I am just getting into all this fun and I have a really basic question, how do you get down?
I have goofed around traversing buildings and some 15-20 foot vertical climbs but I am not so confident as a downclimber and was wondering about the differant options for coming down after once has gone up.
Hopefully you will pass on some wisdom
-Sacramento Newbie
So, Mr. DJ, take that audience to DJ tiredness factor and multiply if by 1000. Most of the shit I play, I’m sick of. Sometimes after one or two spins. When you’ve got so much music at your fingertips, why listen to the same song over and over again? You’re just wasting valuable minutes when you could be listening to something new. You see — it’s a fucking curse.As a kid, I listened to the same Steppenwolf’s Greatest Hits tape all day, every day, for a year. I long for those days when I could drive across Canada with CCR’s “Down on the Corner” on repeat.

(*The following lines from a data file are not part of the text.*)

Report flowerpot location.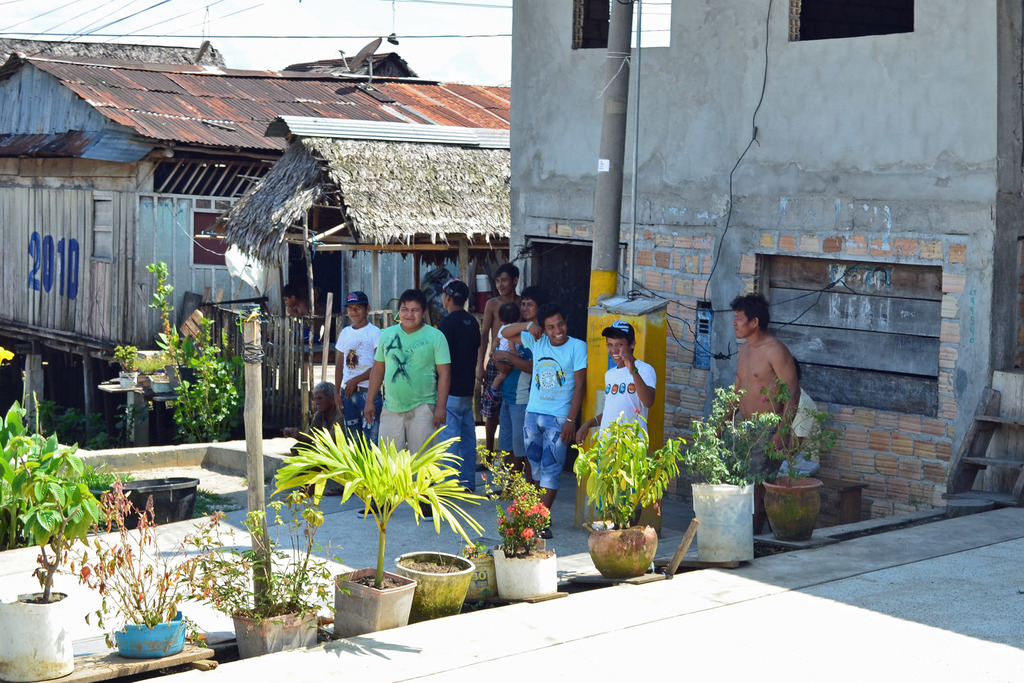
Report: box(332, 567, 417, 641).
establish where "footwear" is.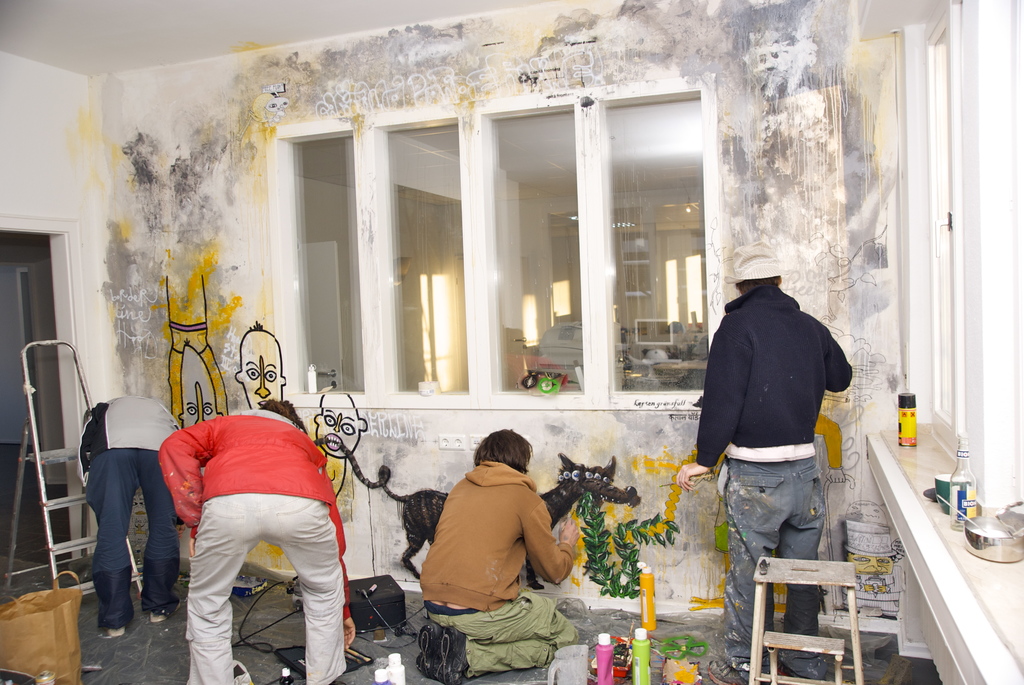
Established at pyautogui.locateOnScreen(104, 622, 128, 638).
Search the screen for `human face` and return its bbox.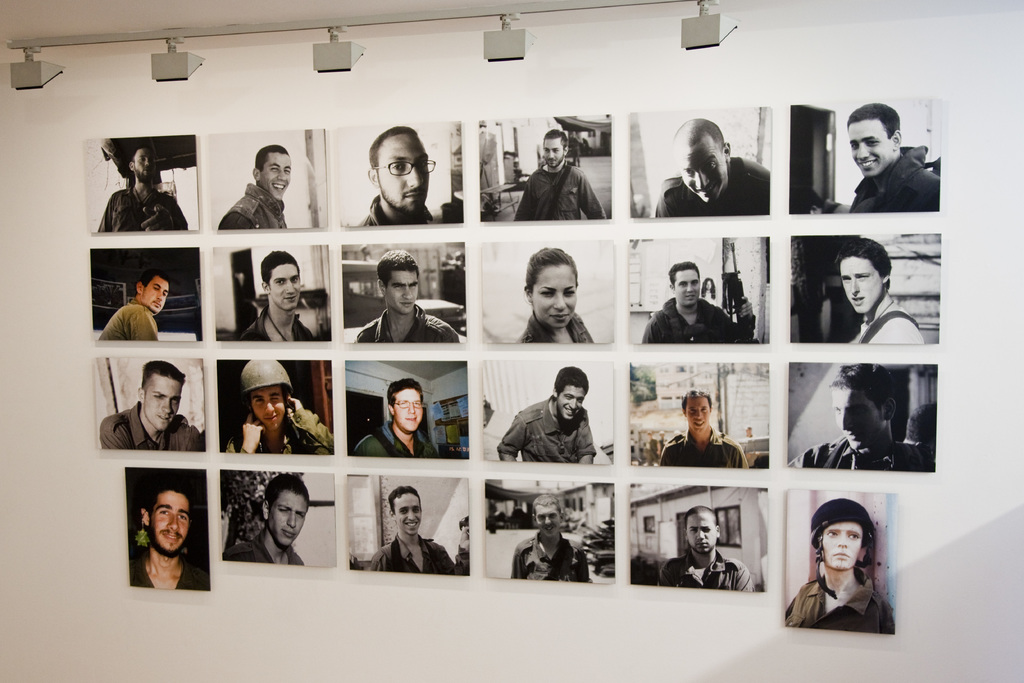
Found: [x1=375, y1=135, x2=426, y2=212].
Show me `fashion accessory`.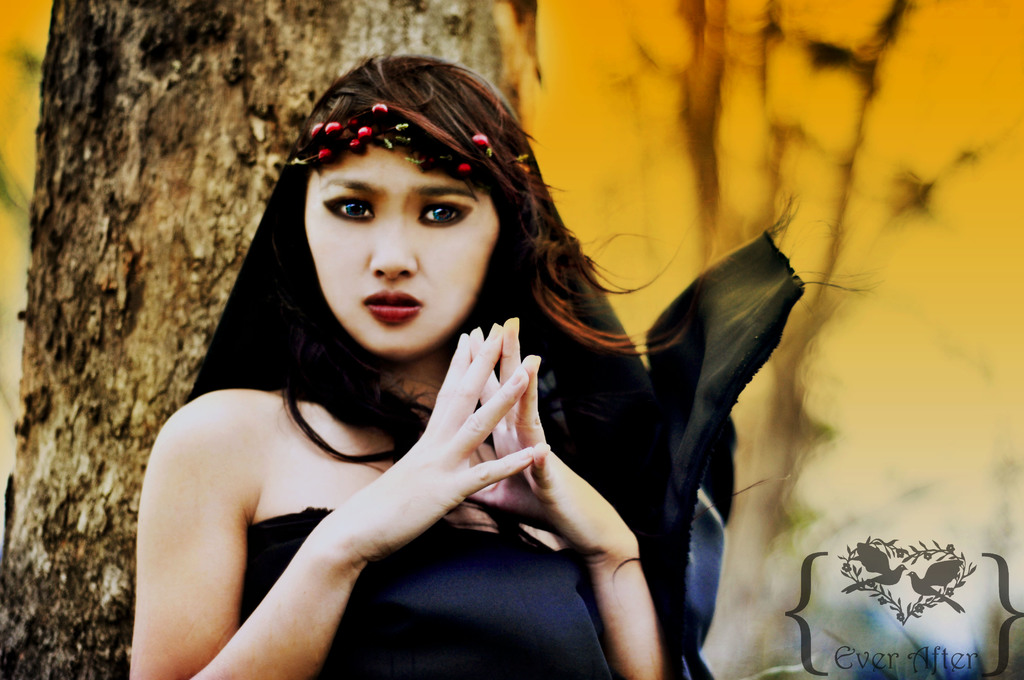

The problem is, DJs treat music like drugs, always looking for that fresh fix. The more you do, the quicker it wears off.
My roommate is standing over my shoulder as I write this, and just said, “if love was a drug, would we declare war on it?” This has nothing to do with what we are talking about, Sacramento Newbie, but I think it’s still worth mentioning.

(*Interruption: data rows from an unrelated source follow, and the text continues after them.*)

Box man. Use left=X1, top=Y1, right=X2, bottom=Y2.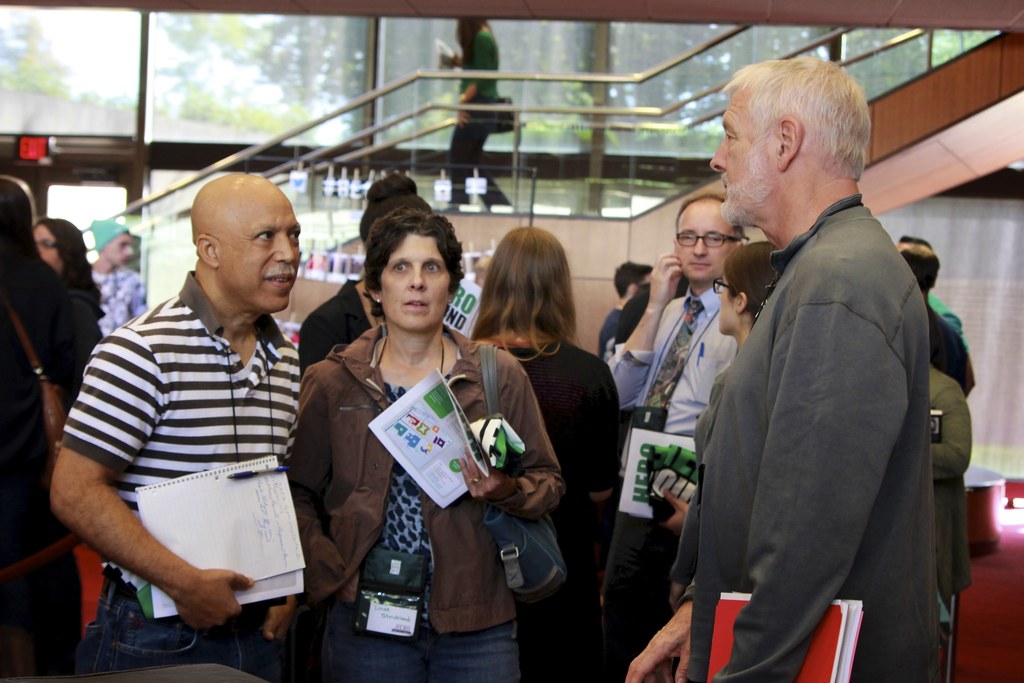
left=601, top=256, right=652, bottom=365.
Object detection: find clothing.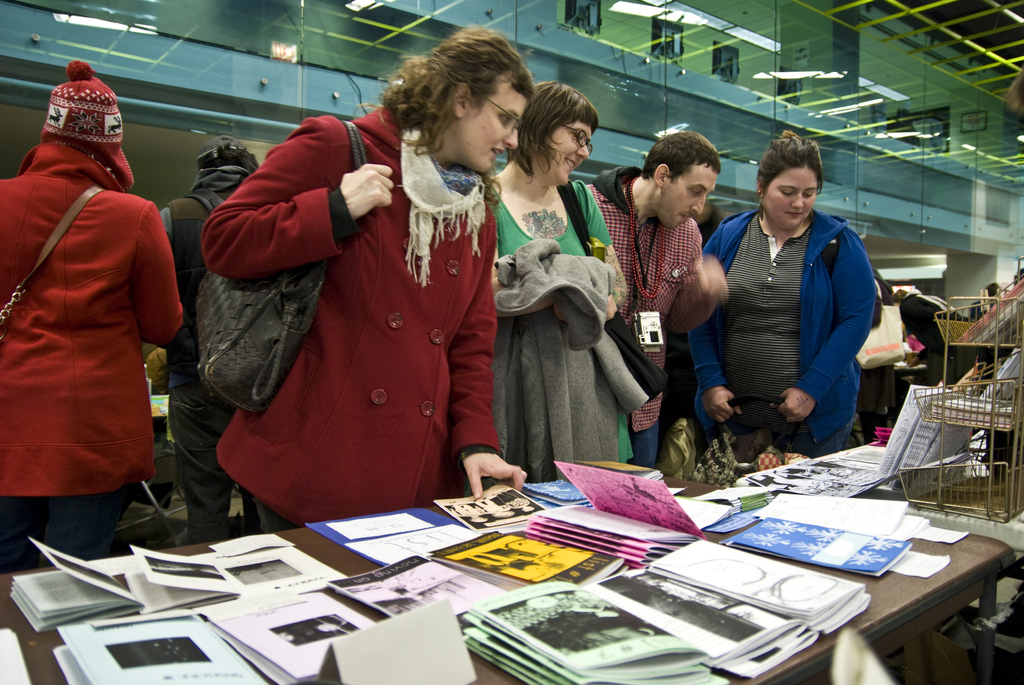
{"left": 585, "top": 163, "right": 703, "bottom": 464}.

Aldous Huxley sums up my point nicely in Point Counter Point:
“The man who has formed a habit of women or gin, of opium-smoking or flagellation, finds it difficult to live without his vice as to live without bread and water, even though the actual practice of the vice may have become in itself as unexciting as eating a crust or drinking a glass from the kitchen tap. Habit is as fatal to a sense of wrongdoing as to active enjoyment. Actions which at first seemed thrilling in their intrinsic wickedness become after a certain number of repetitions morally neutral.
Robbed gradually by habit both of his active enjoyment and of his active sense of wrong-doing (which had always been a part of his pleasure), Spandrell had turned with a kind of desperation to the refinements of vice. But the refinements of vice do not produce corresponding refinements of feeling. The contrary is in fact true; the more refined in its far-fetched extravagance, the more uncommon and abnormal the vice, the more dully and hopelessly does the practice of it become.”
So to answer your question Sacramento Newbie, getting down for me is very hard these days. I suppose my best fix is mash-ups. It’s not enough to hear a James Brown, Can, Led Zepplin, or Young MC song, but all four skillfully mashed together is just enough to make me wanna get down.